The first dividing line came as early as the founding of the Marxist movement itself. The Communist Manifesto in 1848 boldly proclaimed:

“On what foundation is the present family, the bourgeois family, based? On capital, on private gain…. The bourgeois sees in his wife a mere instrument of production. He hears that the instruments of production are to be exploited in common, and, naturally, can come to no other conclusion than that the lot of being common to all will likewise fall to the women.

“He has not even a suspicion that the real point aimed at is to do away with the status of women as mere instruments of production.”

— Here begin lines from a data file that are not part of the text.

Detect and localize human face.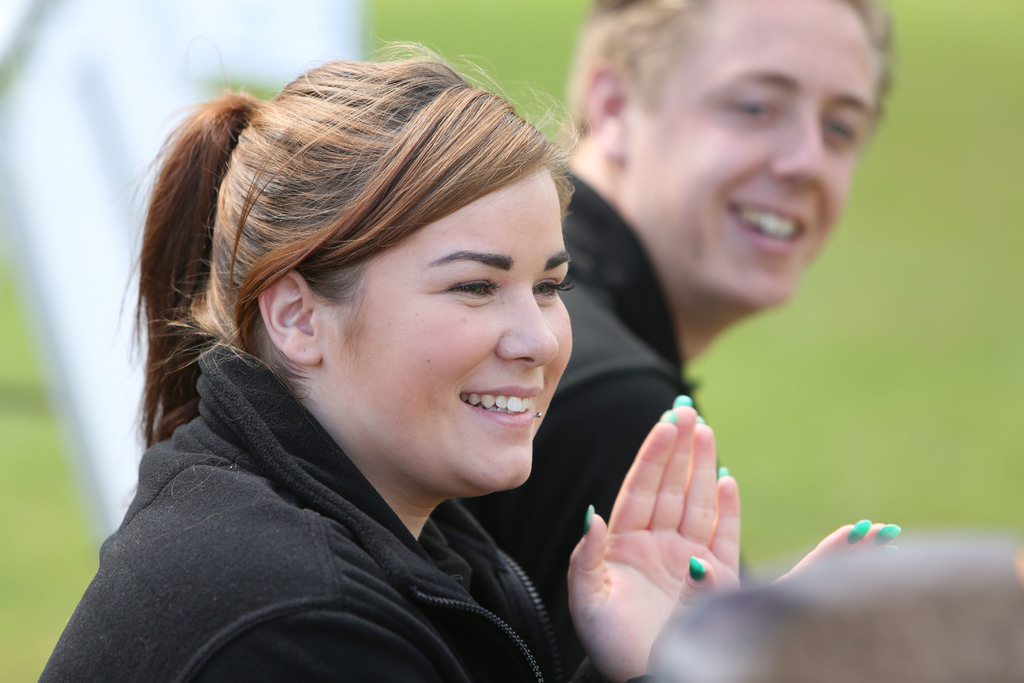
Localized at [left=627, top=1, right=883, bottom=317].
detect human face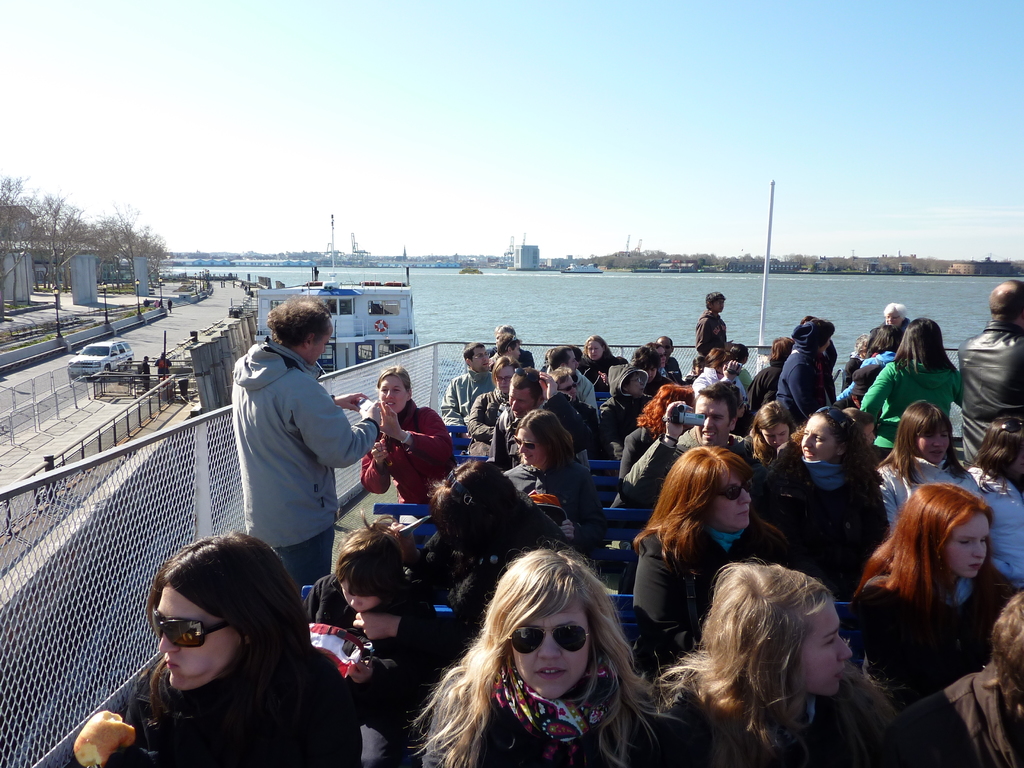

The line of division established here and in all the subsequent writings of Marx and Engels on this subject was that between utopian and scientific socialism. The pre-Marxian utopian socialists—such as Fourier and Owen—were also fervent champions of the emancipation of women. But their socialism, as well as their theories on the family and women, rested on moral principles and abstract desires—not on an understanding of the laws of history and the class struggle rooted in the growth of humanity’s productive capacities. Marxism for the first time provided a scientific materialist foundation, not only for socialism but also for women’s liberation. It laid bare the roots of women’s oppression, its relationship to a system of production based on private property and a society divided between a class that owned the wealth and a class that produced it. Marxism explained the role of the family within class society; and the function of the family in perpetuating the oppression of women.

More than that, Marxism pointed out the road to achieving women’s liberation. It explained how the abolition of private property would provide a material basis for transferring to society as a whole all those onerous social responsibilities today borne by the individual family—the care of the old and sick; the feeding, clothing, and educating of the young. Relieved of these burdens, Marx pointed out, the masses of women would be able to break the bonds of domestic servitude, they would be able to exercise their full capacities as creative and productive—not just reproductive—members of society. Freed from the economic compulsion on which it necessarily rests, the bourgeois family would disappear. Human relationships themselves would be transformed into free relations of free people.

And finally, Marxism took socialism and women’s liberation out of the sphere of utopian yearning by proving that capitalism itself produces a force—the working class—strong enough to destroy it, capable of carrying through the momentous task of abolishing the tyranny of the possessing few over the overwhelming majority of humankind. For the first time, socialists could stop wishing for the new and better society and begin to organize to bring it about.

The struggle for women’s liberation was thus lifted out of the realm of the personal, the “impossible dream,” and unbreakably linked to the victory of the progressive forces of our epoch. It became a social task in the interests of all humanity. Thus, Marxism provided a materialist analysis and a scientific perspective for women’s liberation.